Summary
Throughout the Interactive Designer CTP's and subsequent Blend 1 and Blend 2 preview releases, people from differing sides of the designer/developer roles have argued about what Blend is and who it is actually for. Maybe they only looked at it from their angle, without taking or trying to experience the other side's arguments and requirements. Either way, it is difficult to create a truly collaborative environment and, perhaps even more difficult, to implement the tools used to facilitate it. Expression Design, Expression Blend, and Visual Studio represent a real step ahead in the right direction to achieving this by speeding up the design/development process and allowing the original designers of a solution to maintain ownership of it.
Blend, used by a XAML architect, allows the collaboration to work in a real-world scenario, be it a small or large solution team. Only experience in working on WPF solutions will bring this requirement forward into discussions in future.
Blend offers you, the graphic or interactive designer, a way to decrease your delivery times while maintaining all your hard work throughout the solution development lifecycle and on to the end user. In other words, what you originally design is what you can now deliver instead of letting developers interpret and implement your visual requirements.
It doesn't mean you will never again need to use any of the tools you have used previously; it just means you will have the option to create, control, maintain, modify, and own your designs—instead of just hoping that someone else will.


=== PROBLEM TO SOLVE ===
Copy out all the entries word for word.

=== PROVIDED INFORMATION ===

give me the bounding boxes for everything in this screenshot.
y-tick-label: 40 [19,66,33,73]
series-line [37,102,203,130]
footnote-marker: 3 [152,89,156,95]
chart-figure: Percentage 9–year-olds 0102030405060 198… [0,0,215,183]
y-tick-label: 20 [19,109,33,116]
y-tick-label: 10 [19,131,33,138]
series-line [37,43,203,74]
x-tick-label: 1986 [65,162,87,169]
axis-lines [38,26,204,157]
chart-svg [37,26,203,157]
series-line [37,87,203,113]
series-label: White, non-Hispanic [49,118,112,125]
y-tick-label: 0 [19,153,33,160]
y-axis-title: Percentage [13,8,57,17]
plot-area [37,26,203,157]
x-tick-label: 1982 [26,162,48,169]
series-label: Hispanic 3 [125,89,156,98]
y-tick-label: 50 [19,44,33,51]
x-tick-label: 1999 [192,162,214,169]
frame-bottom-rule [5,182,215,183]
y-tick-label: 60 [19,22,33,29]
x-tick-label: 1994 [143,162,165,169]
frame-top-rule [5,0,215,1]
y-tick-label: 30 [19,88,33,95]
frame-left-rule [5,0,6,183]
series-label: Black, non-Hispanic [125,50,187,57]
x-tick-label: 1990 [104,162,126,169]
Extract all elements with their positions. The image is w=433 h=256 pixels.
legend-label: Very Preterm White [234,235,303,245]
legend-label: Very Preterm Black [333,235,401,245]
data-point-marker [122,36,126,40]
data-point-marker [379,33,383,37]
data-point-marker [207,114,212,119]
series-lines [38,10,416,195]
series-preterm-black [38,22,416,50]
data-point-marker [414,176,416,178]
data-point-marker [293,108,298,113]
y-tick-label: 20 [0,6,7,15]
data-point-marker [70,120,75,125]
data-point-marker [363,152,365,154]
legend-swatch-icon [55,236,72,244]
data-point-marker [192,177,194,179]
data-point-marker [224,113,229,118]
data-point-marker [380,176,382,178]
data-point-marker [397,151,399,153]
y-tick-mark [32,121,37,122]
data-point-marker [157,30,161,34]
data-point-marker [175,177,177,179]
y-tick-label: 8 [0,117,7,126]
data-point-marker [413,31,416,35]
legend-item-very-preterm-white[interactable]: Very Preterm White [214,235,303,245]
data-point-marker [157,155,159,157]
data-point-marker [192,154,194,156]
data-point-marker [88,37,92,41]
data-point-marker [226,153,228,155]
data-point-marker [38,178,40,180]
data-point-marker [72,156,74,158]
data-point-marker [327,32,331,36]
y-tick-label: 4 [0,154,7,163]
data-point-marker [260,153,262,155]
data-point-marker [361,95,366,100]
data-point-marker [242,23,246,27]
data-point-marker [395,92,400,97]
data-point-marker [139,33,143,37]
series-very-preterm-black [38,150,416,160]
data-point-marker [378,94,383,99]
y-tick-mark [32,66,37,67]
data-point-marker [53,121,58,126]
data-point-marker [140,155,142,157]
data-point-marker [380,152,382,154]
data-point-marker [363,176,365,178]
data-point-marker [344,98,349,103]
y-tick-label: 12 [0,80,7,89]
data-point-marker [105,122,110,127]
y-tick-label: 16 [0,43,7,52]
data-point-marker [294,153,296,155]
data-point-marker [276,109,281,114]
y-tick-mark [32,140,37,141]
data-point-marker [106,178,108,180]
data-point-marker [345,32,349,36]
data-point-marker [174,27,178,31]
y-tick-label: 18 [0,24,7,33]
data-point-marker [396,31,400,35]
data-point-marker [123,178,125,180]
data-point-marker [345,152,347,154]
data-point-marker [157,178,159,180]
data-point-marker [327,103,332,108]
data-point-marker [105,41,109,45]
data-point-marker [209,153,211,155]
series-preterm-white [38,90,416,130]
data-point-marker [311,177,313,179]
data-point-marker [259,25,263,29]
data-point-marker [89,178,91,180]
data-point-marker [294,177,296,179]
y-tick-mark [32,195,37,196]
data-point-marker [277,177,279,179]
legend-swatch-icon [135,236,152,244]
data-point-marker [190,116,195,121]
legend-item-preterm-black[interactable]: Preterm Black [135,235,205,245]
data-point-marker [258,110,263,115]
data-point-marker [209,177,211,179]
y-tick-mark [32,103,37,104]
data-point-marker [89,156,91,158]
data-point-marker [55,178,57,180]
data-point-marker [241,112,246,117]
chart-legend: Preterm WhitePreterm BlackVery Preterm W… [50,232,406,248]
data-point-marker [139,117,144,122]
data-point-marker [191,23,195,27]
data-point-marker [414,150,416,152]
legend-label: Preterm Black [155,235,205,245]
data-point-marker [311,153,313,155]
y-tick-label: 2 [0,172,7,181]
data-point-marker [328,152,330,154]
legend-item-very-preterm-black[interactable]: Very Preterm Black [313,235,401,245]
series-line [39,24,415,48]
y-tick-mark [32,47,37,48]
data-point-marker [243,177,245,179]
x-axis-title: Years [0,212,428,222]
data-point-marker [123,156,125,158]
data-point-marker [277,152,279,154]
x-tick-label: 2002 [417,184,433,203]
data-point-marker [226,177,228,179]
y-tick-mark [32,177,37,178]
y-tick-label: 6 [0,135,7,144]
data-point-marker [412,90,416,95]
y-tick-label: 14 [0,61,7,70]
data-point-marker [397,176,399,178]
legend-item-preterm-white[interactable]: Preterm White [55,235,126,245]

=== TASK SOLUTION ===
give me the bounding boxes for everything in this screenshot.
y-tick-label: 40 [19,66,33,73]
series-line [37,102,203,130]
footnote-marker: 3 [152,89,156,95]
chart-figure: Percentage 9–year-olds 0102030405060 198… [0,0,215,183]
y-tick-label: 20 [19,109,33,116]
y-tick-label: 10 [19,131,33,138]
series-line [37,43,203,74]
x-tick-label: 1986 [65,162,87,169]
axis-lines [38,26,204,157]
chart-svg [37,26,203,157]
series-line [37,87,203,113]
series-label: White, non-Hispanic [49,118,112,125]
y-tick-label: 0 [19,153,33,160]
y-axis-title: Percentage [13,8,57,17]
plot-area [37,26,203,157]
x-tick-label: 1982 [26,162,48,169]
series-label: Hispanic 3 [125,89,156,98]
y-tick-label: 50 [19,44,33,51]
x-tick-label: 1999 [192,162,214,169]
frame-bottom-rule [5,182,215,183]
y-tick-label: 60 [19,22,33,29]
x-tick-label: 1994 [143,162,165,169]
frame-top-rule [5,0,215,1]
y-tick-label: 30 [19,88,33,95]
frame-left-rule [5,0,6,183]
series-label: Black, non-Hispanic [125,50,187,57]
x-tick-label: 1990 [104,162,126,169]
Extract all elements with their positions. The image is w=433 h=256 pixels.
legend-label: Very Preterm White [234,235,303,245]
legend-label: Very Preterm Black [333,235,401,245]
data-point-marker [122,36,126,40]
data-point-marker [379,33,383,37]
data-point-marker [207,114,212,119]
series-lines [38,10,416,195]
series-preterm-black [38,22,416,50]
data-point-marker [414,176,416,178]
data-point-marker [293,108,298,113]
y-tick-label: 20 [0,6,7,15]
data-point-marker [70,120,75,125]
data-point-marker [363,152,365,154]
legend-swatch-icon [55,236,72,244]
data-point-marker [192,177,194,179]
data-point-marker [224,113,229,118]
data-point-marker [380,176,382,178]
data-point-marker [397,151,399,153]
y-tick-mark [32,121,37,122]
data-point-marker [157,30,161,34]
data-point-marker [175,177,177,179]
y-tick-label: 8 [0,117,7,126]
data-point-marker [413,31,416,35]
legend-item-very-preterm-white[interactable]: Very Preterm White [214,235,303,245]
data-point-marker [157,155,159,157]
data-point-marker [192,154,194,156]
data-point-marker [88,37,92,41]
data-point-marker [226,153,228,155]
data-point-marker [38,178,40,180]
data-point-marker [72,156,74,158]
data-point-marker [327,32,331,36]
y-tick-label: 4 [0,154,7,163]
data-point-marker [260,153,262,155]
data-point-marker [361,95,366,100]
data-point-marker [242,23,246,27]
data-point-marker [395,92,400,97]
data-point-marker [139,33,143,37]
series-very-preterm-black [38,150,416,160]
data-point-marker [378,94,383,99]
y-tick-mark [32,66,37,67]
data-point-marker [53,121,58,126]
data-point-marker [140,155,142,157]
data-point-marker [380,152,382,154]
data-point-marker [363,176,365,178]
data-point-marker [344,98,349,103]
y-tick-label: 12 [0,80,7,89]
data-point-marker [105,122,110,127]
y-tick-label: 16 [0,43,7,52]
data-point-marker [294,153,296,155]
data-point-marker [276,109,281,114]
y-tick-mark [32,140,37,141]
data-point-marker [106,178,108,180]
data-point-marker [345,32,349,36]
data-point-marker [174,27,178,31]
y-tick-label: 18 [0,24,7,33]
data-point-marker [396,31,400,35]
data-point-marker [123,178,125,180]
data-point-marker [345,152,347,154]
data-point-marker [157,178,159,180]
data-point-marker [327,103,332,108]
data-point-marker [105,41,109,45]
data-point-marker [209,153,211,155]
series-preterm-white [38,90,416,130]
data-point-marker [311,177,313,179]
data-point-marker [259,25,263,29]
data-point-marker [89,178,91,180]
data-point-marker [294,177,296,179]
y-tick-mark [32,195,37,196]
data-point-marker [277,177,279,179]
legend-swatch-icon [135,236,152,244]
data-point-marker [190,116,195,121]
legend-item-preterm-black[interactable]: Preterm Black [135,235,205,245]
data-point-marker [258,110,263,115]
data-point-marker [209,177,211,179]
y-tick-mark [32,103,37,104]
data-point-marker [89,156,91,158]
data-point-marker [55,178,57,180]
data-point-marker [241,112,246,117]
chart-legend: Preterm WhitePreterm BlackVery Preterm W… [50,232,406,248]
data-point-marker [139,117,144,122]
data-point-marker [191,23,195,27]
data-point-marker [414,150,416,152]
legend-label: Preterm Black [155,235,205,245]
data-point-marker [311,153,313,155]
y-tick-label: 2 [0,172,7,181]
data-point-marker [328,152,330,154]
legend-item-very-preterm-black[interactable]: Very Preterm Black [313,235,401,245]
series-line [39,24,415,48]
y-tick-mark [32,47,37,48]
data-point-marker [243,177,245,179]
x-axis-title: Years [0,212,428,222]
data-point-marker [123,156,125,158]
data-point-marker [277,152,279,154]
x-tick-label: 2002 [417,184,433,203]
data-point-marker [226,177,228,179]
y-tick-mark [32,177,37,178]
y-tick-label: 6 [0,135,7,144]
data-point-marker [412,90,416,95]
y-tick-label: 14 [0,61,7,70]
data-point-marker [397,176,399,178]
legend-item-preterm-white[interactable]: Preterm White [55,235,126,245]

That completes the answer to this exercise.